With this new method of deriving by-state job counts in place, I returned once again to the web browser to see how my work was paying off in the performance department. I clicked the refresh button in my web browser and scrolled to the debugging output.
Execution time: 2,120 ms
Alright, well now we’re getting somewhere. Typical human factors studies of web users would indicate that 2 seconds is reasonable when it comes to perceived wait times for a given page in a web application. However, I knew I could do better than this. I knew that the list of all states wasn’t likely to change very often (if ever), and that the job postings on the site were only updated once a night by a scheduled import process. This means that during the business day when the site is being access by the end users, the data being utilized to render this page isn’t changing. While I’m typically an advocate of always writing your own caching methods in ColdFusion for better control and management, this seemed like an ideal opportunity to take the easier path and simply cache the database queries on this page using the cachedWithin argument of the <cfquery> tag. So, I returned to the code and altered it by adding a 1 hour cache directive to the 3 remaining <cfquery> tags.
With this change in place, ColdFusion will handle all the logic associated with caching and refreshing the cached data from these queries every hour. One request per hour will run the queries against the database, but any other requests in that same hour will be fetching the cached query object from ColdFusion’s in-memory cache. Once again, I returned to the web browser, clicked my refresh button, and scrolled to the debugging output.
Execution time: 24 ms
Bingo! The page rendered almost faster than I could release the browser refresh button. I could see from the debugging output that the page was now referencing the 3 queries from the cache. Granted, once an hour a single request will actually have to run them against the database, but even then the execution time will only take about 2 seconds.
So, from an original page that started off with an average execution time of 24 seconds (24,000 ms), I had worked through a series of optimizations and come to rest on a new average execution time of 24 ms. In the span of roughly 30 minutes, I had created a 1000x increase in the performance throughput of this commonly requested area of the application.
If you have an area of your existing web application that seems to be suffering from some performance challenges, I’d encourage you to have another look and see what you can do about it. Review your SQL statement performance, optimize your database indexes, tweak your application logic, and apply caching where you can afford to do so. If you don’t feel comfortable doing it on your own or simply would prefer to have someone else do the work for you, then pickup the phone, call Webapper, and put our expertise in this area to work for you. The result just might be a 1000x increase in performance.

Thanks for the blog entry!
I wonder how much performance improvement you can get with just cachedWithin.

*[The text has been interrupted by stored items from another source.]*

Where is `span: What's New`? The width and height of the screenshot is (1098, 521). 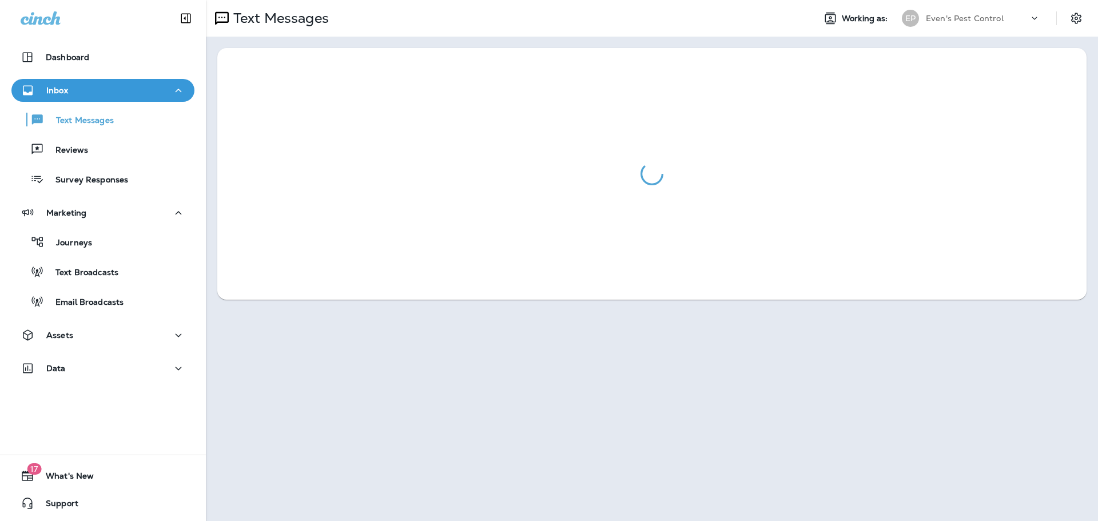
span: What's New is located at coordinates (64, 478).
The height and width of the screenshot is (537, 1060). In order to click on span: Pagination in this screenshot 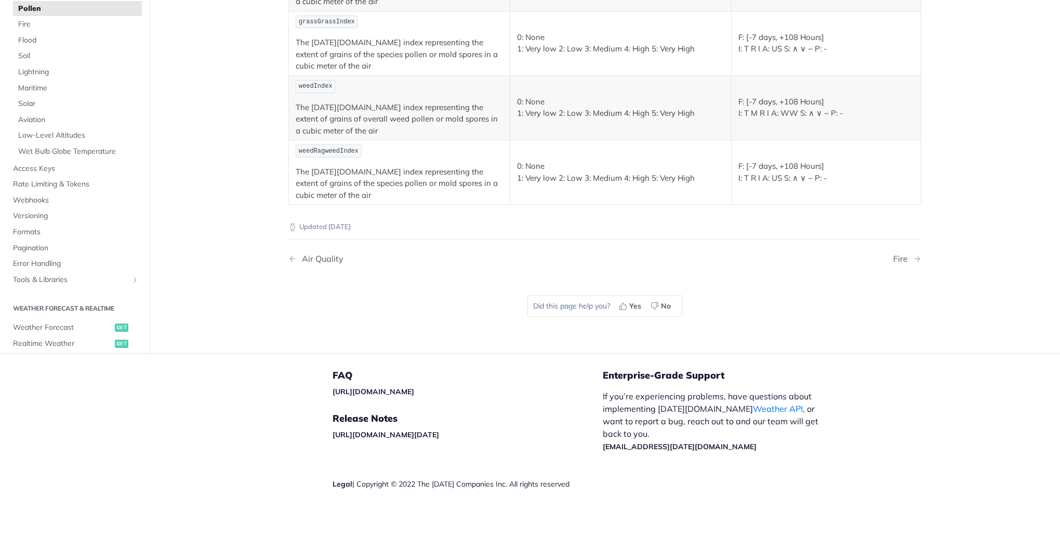, I will do `click(76, 248)`.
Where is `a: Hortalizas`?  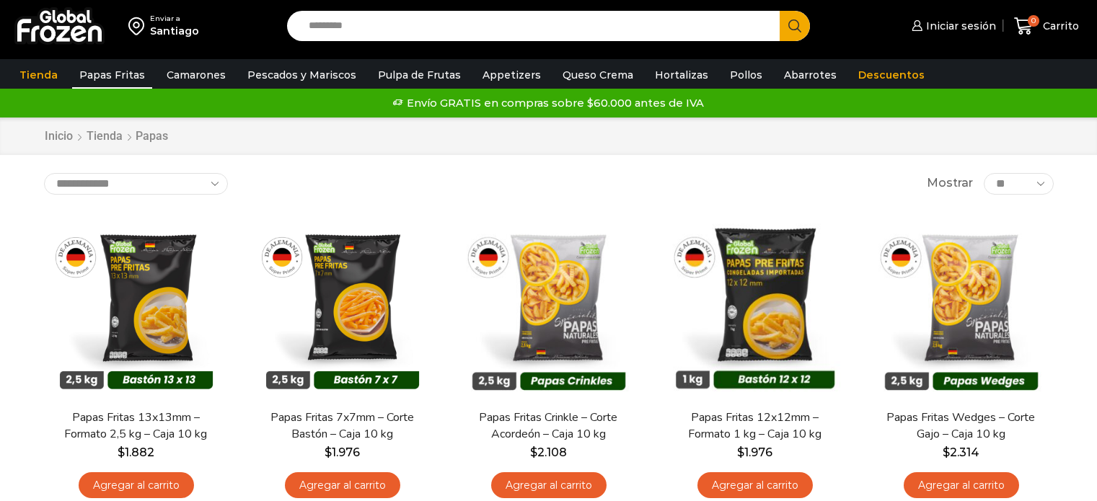 a: Hortalizas is located at coordinates (682, 75).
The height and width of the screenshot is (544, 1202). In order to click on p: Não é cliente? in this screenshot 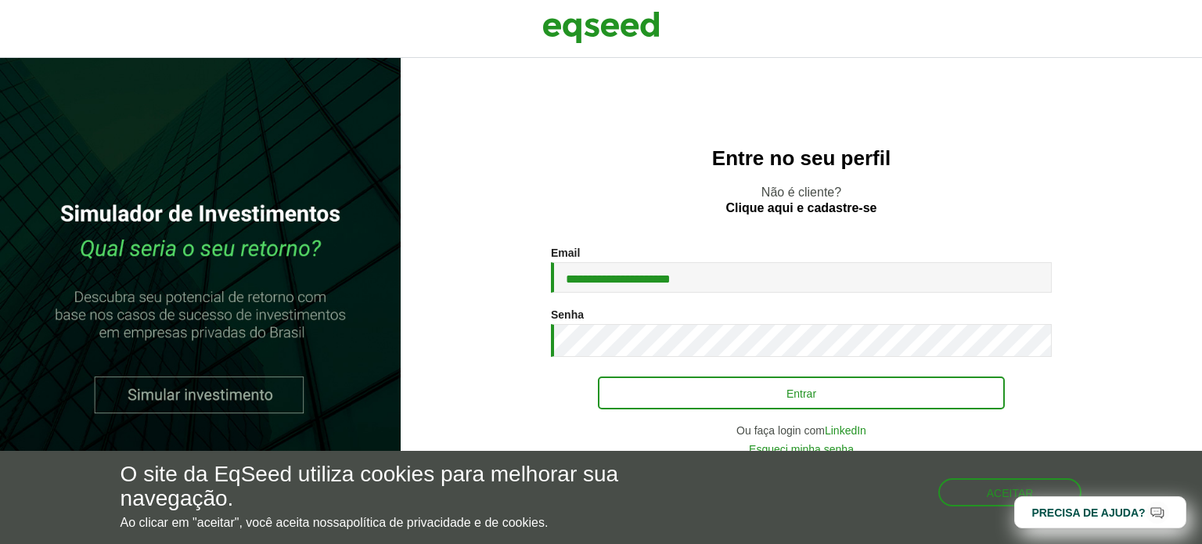, I will do `click(801, 199)`.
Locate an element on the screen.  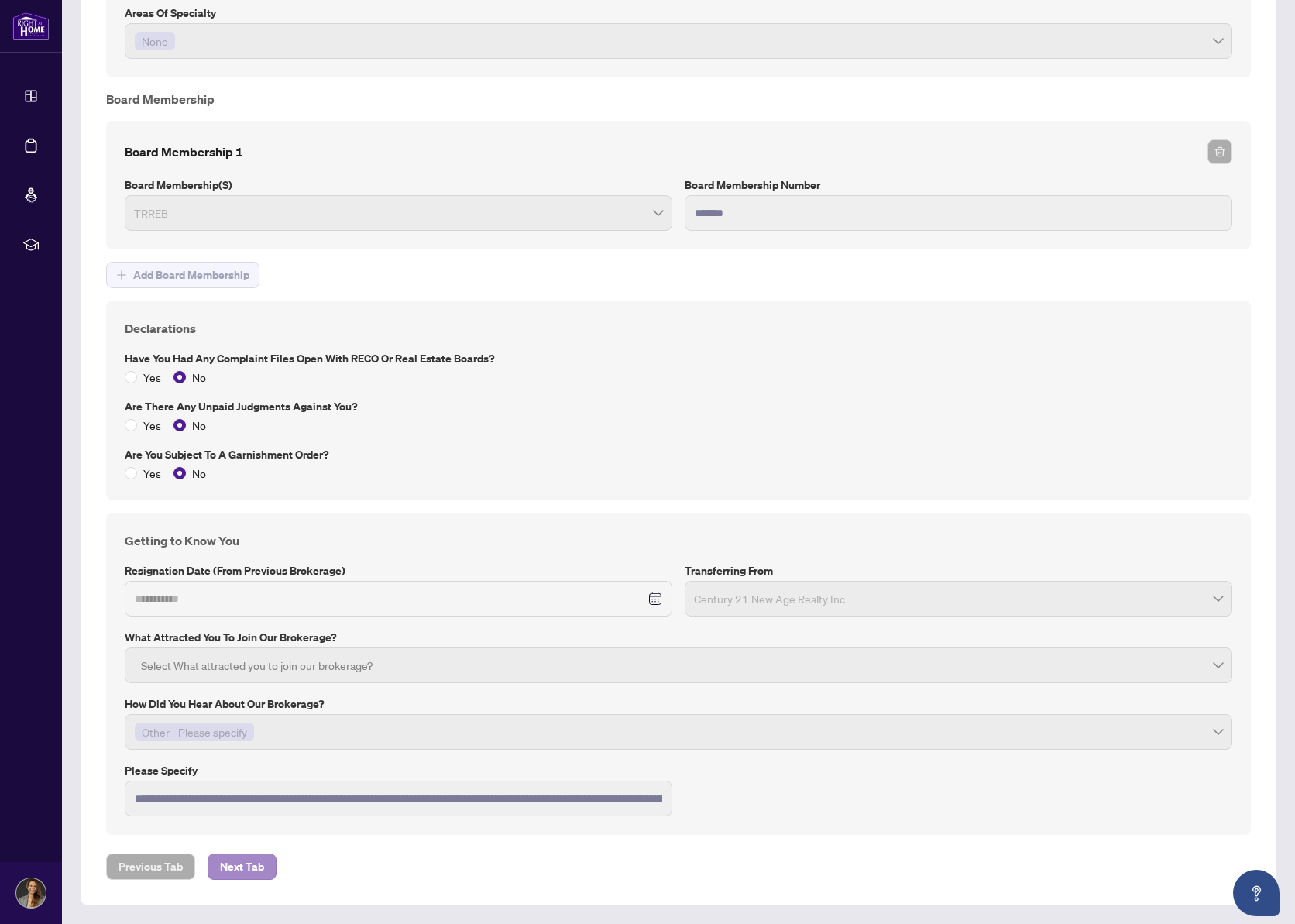
span: Next Tab is located at coordinates (241, 867).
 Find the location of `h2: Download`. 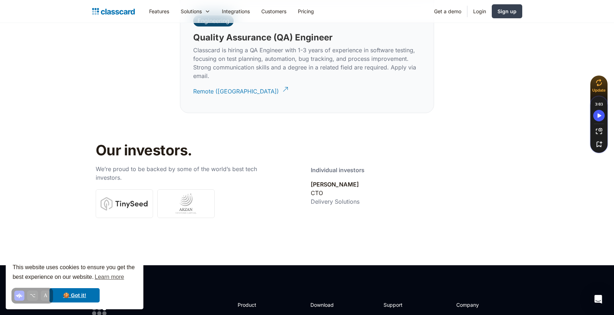

h2: Download is located at coordinates (325, 305).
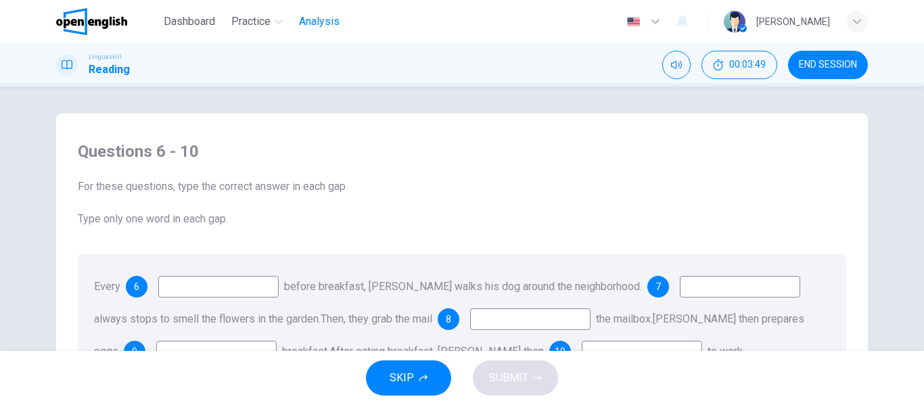  I want to click on span: 6, so click(137, 287).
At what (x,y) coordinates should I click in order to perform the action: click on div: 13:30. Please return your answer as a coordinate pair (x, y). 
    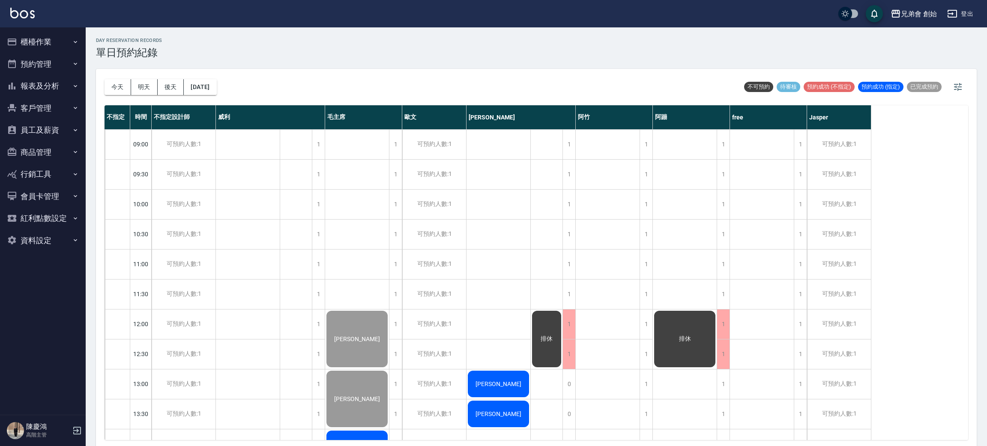
    Looking at the image, I should click on (141, 414).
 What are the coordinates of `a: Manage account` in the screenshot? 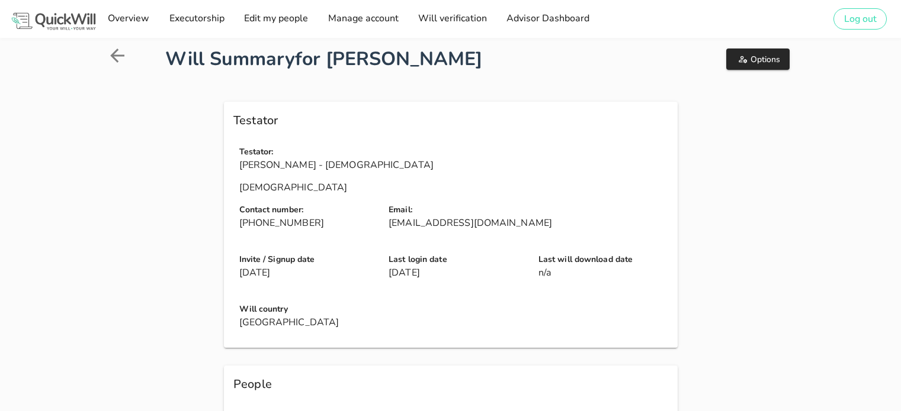 It's located at (362, 19).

Comment by Henry Ho — August 4, 2009 @ 1:25 pm
Why not do a left join on the states table in the query where you retrieve the number of jobs per state? Unless you need the state query somewhere else in the page, there’s no need to do 2 queries where only 1 is needed. While a left join is potentially expensive, properly indexed it shouldn’t be that much more than what it is doing already.
Great article. It’s code like this that makes me think that code reviews are important. I saw a lot of the same methodology you described (looping over a query and running another query for each row) in the application I work on when I started. Needless to say, that code is long gone
Comment by James — August 4, 2009 @ 2:41 pm
Great post. Everything you say is so true.
Developers need a little bit of the dba in them or a tame one to hand.
Table indexing, writing the right query for the job and reducing the number of visits to the database are essential to every application .
Btw you should be able to fulfill this page with one query.
Comment by Stephen Moretti — August 4, 2009 @ 3:19 pm
Henry, I suspect that if the original code were left as is, no additional indexes were created, and the only change was to add cachedWithin to all the CFQuery tags in this example, the immediate performance boost would have had a similar result in that each cached query would require 0 milliseconds to run.
However, the problem would be that everytime the cached queries expire it would take 20-45 seconds to refresh before caching them again. During that 20-45 seconds while the query caches are refreshed, all incoming requests will also take 20-45 seconds until the cache is refreshed because each request will be hitting queries that have been expired but not yet refreshed. Essentially, that’s a stop the world type of event which should be avoided.
With Tyson’s changes, when its time to refresh the query caches, its a 2 second event, which itself is a significant improvement and will likely go unnoticed during the refresh interval.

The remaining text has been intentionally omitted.